Hendrix also, like Stephen King, has a shrewd feel for true-to-life relationships, which adds a grounding of humanity to his cabalistic flights. Kris’s attempts to reconnect with her alienated bandmates — such as erstwhile drummer JD, a wannabe Viking berserker who has refashioned his mother’s basement into a “Metalhead Valhalla” — are poignantly handled, and the hesitant bond she develops with a young Koffin fan named Melanie has the convincing ring of post-feminist, intergenerational sisterhood. Throughout the novel, Hendrix tackles gender issues with an intrepid slyness, from Kris’s brawling tomboy efforts to fit into a male-dominated world to Melanie’s frustration with her lazy, lying, patronizing boyfriend, with whom she breaks up in hilarious fashion:

She screamed. She broke his housemate’s bong. She Frisbee-d the Shockwave [game] disc so hard it left a divot in the kitchen wall. She raged out of the house as his housemates came back from brunch.


“Dude,” they said to Greg as he jogged by them, “she is so on the rag.”


“Are we breaking up?” Greg asked, clueless, through her car window.


It took all her self-control not to back over him as she drove off.


Such scenes of believable banality compellingly anchor the novel’s febrile horrors, as do the passages of talk-radio blather interspersed between the chapters, which remind us that conspiratorial lunacy is always only a click of the AM dial away.

While obviously a bit of a throwback, We Sold Our Souls shows that the 1980s milieu of heavy metal and occult horror — of bootleg cassettes and battered paperbacks — continues to have resonance in our age of iPods and cell-phone apps.
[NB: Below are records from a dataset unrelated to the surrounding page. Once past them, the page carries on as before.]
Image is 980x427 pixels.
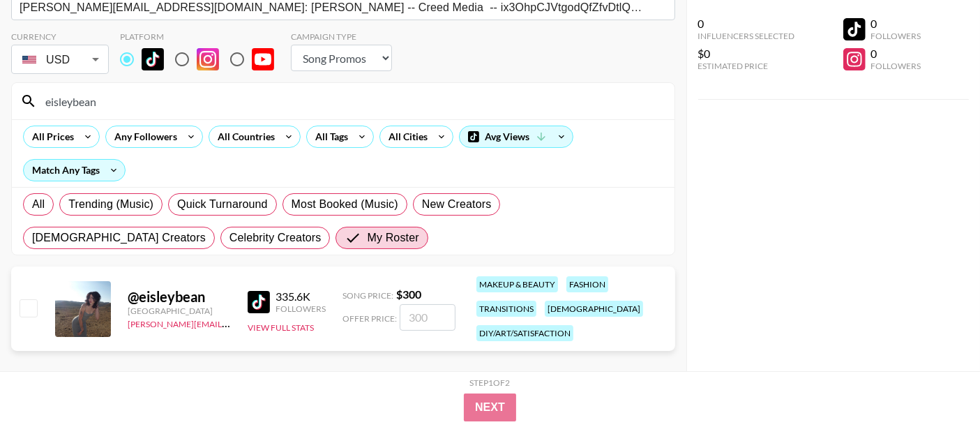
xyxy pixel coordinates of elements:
[24,126,77,147] div: All Prices
[196,48,219,71] img: Instagram
[698,61,795,71] div: Estimated Price
[698,47,795,61] div: $0
[400,304,455,330] input: 300
[566,276,608,292] div: fashion
[871,16,921,30] div: 0
[229,229,321,246] span: Celebrity Creators
[68,196,153,213] span: Trending (Music)
[141,48,164,71] img: TikTok
[24,160,125,181] div: Match Any Tags
[460,126,572,147] div: Avg Views
[275,289,326,304] div: 335.6K
[128,288,231,306] div: @ eisleybean
[470,377,510,388] div: Step 1 of 2
[380,126,430,147] div: All Cities
[342,290,394,301] span: Song Price:
[14,48,106,72] div: USD
[248,322,314,333] button: View Full Stats
[37,90,666,112] input: Search by User Name
[11,31,109,42] div: Currency
[367,229,418,246] span: My Roster
[120,31,285,42] div: Platform
[32,229,205,246] span: [DEMOGRAPHIC_DATA] Creators
[32,196,45,213] span: All
[476,301,537,317] div: transitions
[871,47,921,61] div: 0
[342,313,397,324] span: Offer Price:
[422,196,492,213] span: New Creators
[128,306,231,316] div: [GEOGRAPHIC_DATA]
[464,394,516,421] button: Next
[396,287,421,301] strong: $ 300
[106,126,180,147] div: Any Followers
[871,61,921,71] div: Followers
[291,31,392,42] div: Campaign Type
[252,48,274,71] img: YouTube
[209,126,278,147] div: All Countries
[476,276,558,292] div: makeup & beauty
[545,301,643,317] div: [DEMOGRAPHIC_DATA]
[292,196,398,213] span: Most Booked (Music)
[307,126,350,147] div: All Tags
[248,291,270,313] img: TikTok
[698,16,795,30] div: 0
[275,304,326,314] div: Followers
[476,325,573,341] div: diy/art/satisfaction
[871,30,921,41] div: Followers
[177,196,268,213] span: Quick Turnaround
[128,316,334,329] a: [PERSON_NAME][EMAIL_ADDRESS][DOMAIN_NAME]
[698,30,795,41] div: Influencers Selected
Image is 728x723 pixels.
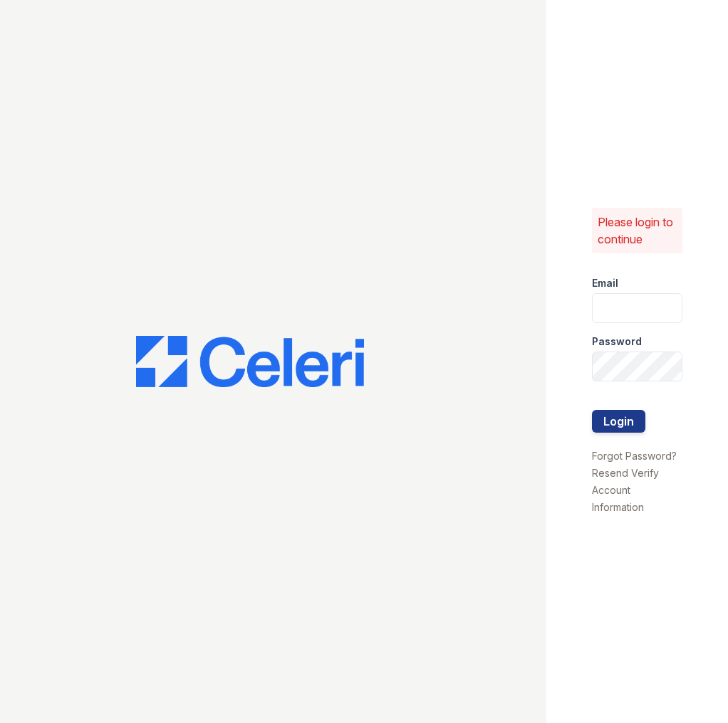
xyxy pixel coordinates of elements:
p: Please login to continue [597,214,677,248]
a: Forgot Password? [592,450,677,462]
img: CE_Logo_Blue-a8612792a0a2168367f1c8372b55b34899dd931a85d93a1a3d3e32e68fde9ad4.png [136,336,364,387]
button: Login [592,410,645,433]
a: Resend Verify Account Information [592,467,659,513]
label: Password [592,335,642,349]
label: Email [592,277,618,290]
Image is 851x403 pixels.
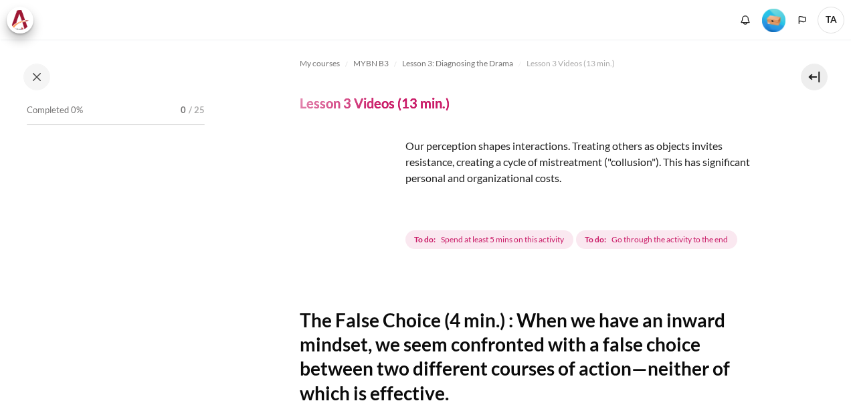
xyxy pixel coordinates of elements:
[11,10,29,30] img: Architeck
[300,58,340,70] span: My courses
[402,58,513,70] span: Lesson 3: Diagnosing the Drama
[300,138,756,186] p: Our perception shapes interactions. Treating others as objects invites resistance, creating a cyc...
[818,7,845,33] span: TA
[27,104,83,117] span: Completed 0%
[818,7,845,33] a: User menu
[300,53,756,74] nav: Navigation bar
[757,7,791,32] a: Level #1
[181,104,186,117] span: 0
[527,58,615,70] span: Lesson 3 Videos (13 min.)
[353,58,389,70] span: MYBN B3
[762,9,786,32] img: Level #1
[353,56,389,72] a: MYBN B3
[441,234,564,246] span: Spend at least 5 mins on this activity
[406,228,740,252] div: Completion requirements for Lesson 3 Videos (13 min.)
[762,7,786,32] div: Level #1
[736,10,756,30] div: Show notification window with no new notifications
[612,234,728,246] span: Go through the activity to the end
[414,234,436,246] strong: To do:
[189,104,205,117] span: / 25
[300,56,340,72] a: My courses
[300,94,450,112] h4: Lesson 3 Videos (13 min.)
[7,7,40,33] a: Architeck Architeck
[585,234,606,246] strong: To do:
[402,56,513,72] a: Lesson 3: Diagnosing the Drama
[300,138,400,238] img: xf
[792,10,813,30] button: Languages
[527,56,615,72] a: Lesson 3 Videos (13 min.)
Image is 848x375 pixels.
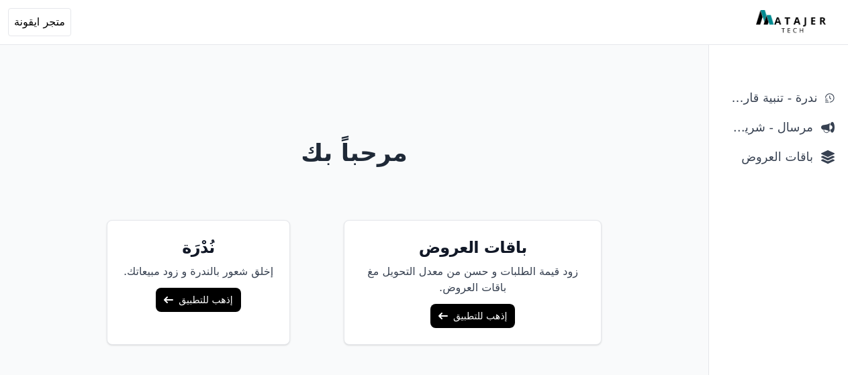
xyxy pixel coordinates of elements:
[124,264,273,280] p: إخلق شعور بالندرة و زود مبيعاتك.
[723,89,817,107] span: ندرة - تنبية قارب علي النفاذ
[124,237,273,259] h5: نُدْرَة
[14,14,65,30] span: متجر ايقونة
[361,237,585,259] h5: باقات العروض
[8,8,71,36] button: متجر ايقونة
[723,118,813,137] span: مرسال - شريط دعاية
[723,148,813,167] span: باقات العروض
[756,10,830,34] img: MatajerTech Logo
[156,288,240,312] a: إذهب للتطبيق
[11,140,699,167] h1: مرحباً بك
[431,304,515,328] a: إذهب للتطبيق
[361,264,585,296] p: زود قيمة الطلبات و حسن من معدل التحويل مغ باقات العروض.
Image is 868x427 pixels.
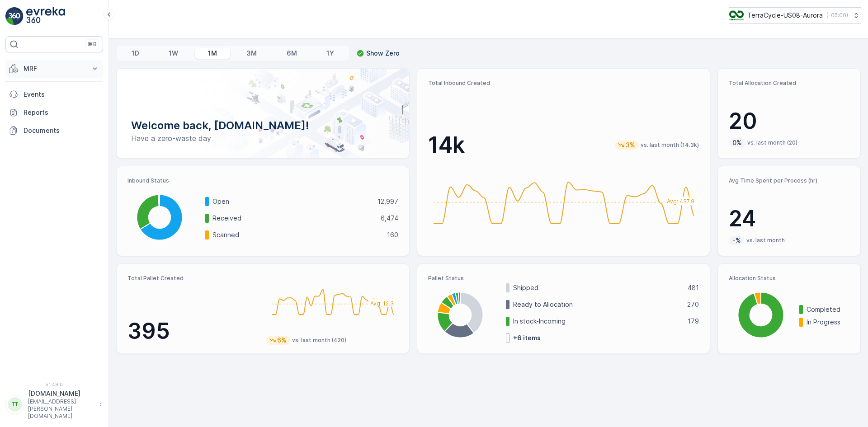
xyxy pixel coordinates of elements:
[292,336,346,344] p: vs. last month (420)
[377,197,398,206] p: 12,997
[624,141,636,149] p: 3%
[729,79,849,86] p: Total Allocation Created
[127,177,398,184] p: Inbound Status
[381,214,398,223] p: 6,474
[131,119,394,133] p: Welcome back, [DOMAIN_NAME]!
[6,86,103,104] a: Events
[729,7,861,24] button: TerraCycle-US08-Aurora(-05:00)
[169,49,178,58] p: 1W
[747,11,823,20] p: TerraCycle-US08-Aurora
[513,317,682,326] p: In stock-Incoming
[6,389,103,420] button: TT[DOMAIN_NAME][EMAIL_ADDRESS][PERSON_NAME][DOMAIN_NAME]
[641,141,699,149] p: vs. last month (14.3k)
[326,49,334,58] p: 1Y
[513,283,682,292] p: Shipped
[732,236,742,245] p: -%
[208,49,217,58] p: 1M
[28,389,95,398] p: [DOMAIN_NAME]
[428,79,699,86] p: Total Inbound Created
[24,108,99,117] p: Reports
[286,49,297,58] p: 6M
[513,333,541,343] p: + 6 items
[24,90,99,99] p: Events
[807,305,849,314] p: Completed
[127,275,259,282] p: Total Pallet Created
[212,197,371,206] p: Open
[24,126,99,135] p: Documents
[6,7,24,25] img: logo
[8,397,22,411] div: TT
[729,205,849,232] p: 24
[6,104,103,121] a: Reports
[212,214,375,223] p: Received
[729,108,849,135] p: 20
[28,398,95,420] p: [EMAIL_ADDRESS][PERSON_NAME][DOMAIN_NAME]
[26,7,65,25] img: logo_light-DOdMpM7g.png
[127,318,259,345] p: 395
[747,139,797,146] p: vs. last month (20)
[6,121,103,140] a: Documents
[428,275,699,282] p: Pallet Status
[131,133,394,144] p: Have a zero-waste day
[827,11,848,19] p: ( -05:00 )
[24,64,85,74] p: MRF
[6,60,103,78] button: MRF
[687,317,699,326] p: 179
[366,49,399,58] p: Show Zero
[807,318,849,326] p: In Progress
[246,49,256,58] p: 3M
[276,336,287,345] p: 6%
[687,283,699,292] p: 481
[513,300,682,309] p: Ready to Allocation
[729,177,849,184] p: Avg Time Spent per Process (hr)
[747,237,784,244] p: vs. last month
[687,300,699,309] p: 270
[729,275,849,282] p: Allocation Status
[131,49,139,58] p: 1D
[387,231,398,239] p: 160
[6,382,103,387] span: v 1.49.0
[88,41,96,48] p: ⌘B
[732,139,743,147] p: 0%
[428,131,464,159] p: 14k
[212,231,381,239] p: Scanned
[729,11,744,20] img: image_ci7OI47.png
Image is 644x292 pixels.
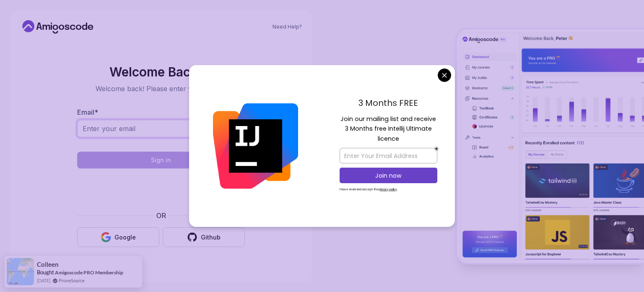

It also makes clear that the dreamy confluence of rock and the fantastic so ably anatomized in Heller’s Strange Stars is still going strong.

¤


Rob Latham is a LARB senior editor. His most recent book is Science Fiction Criticism: An Anthology of Essential Writings, published by Bloomsbury Press in 2017.

LARB Contributor

Rob Latham is the author of Consuming Youth: Vampires, Cyborgs, and the Culture of Consumption (Chicago, 2002), co-editor of the Wesleyan Anthology of Science Fiction (2010), and editor of The Oxford Handbook of Science Fiction (2014) and Science Fiction Criticism: An Anthology of Essential Writings (2017).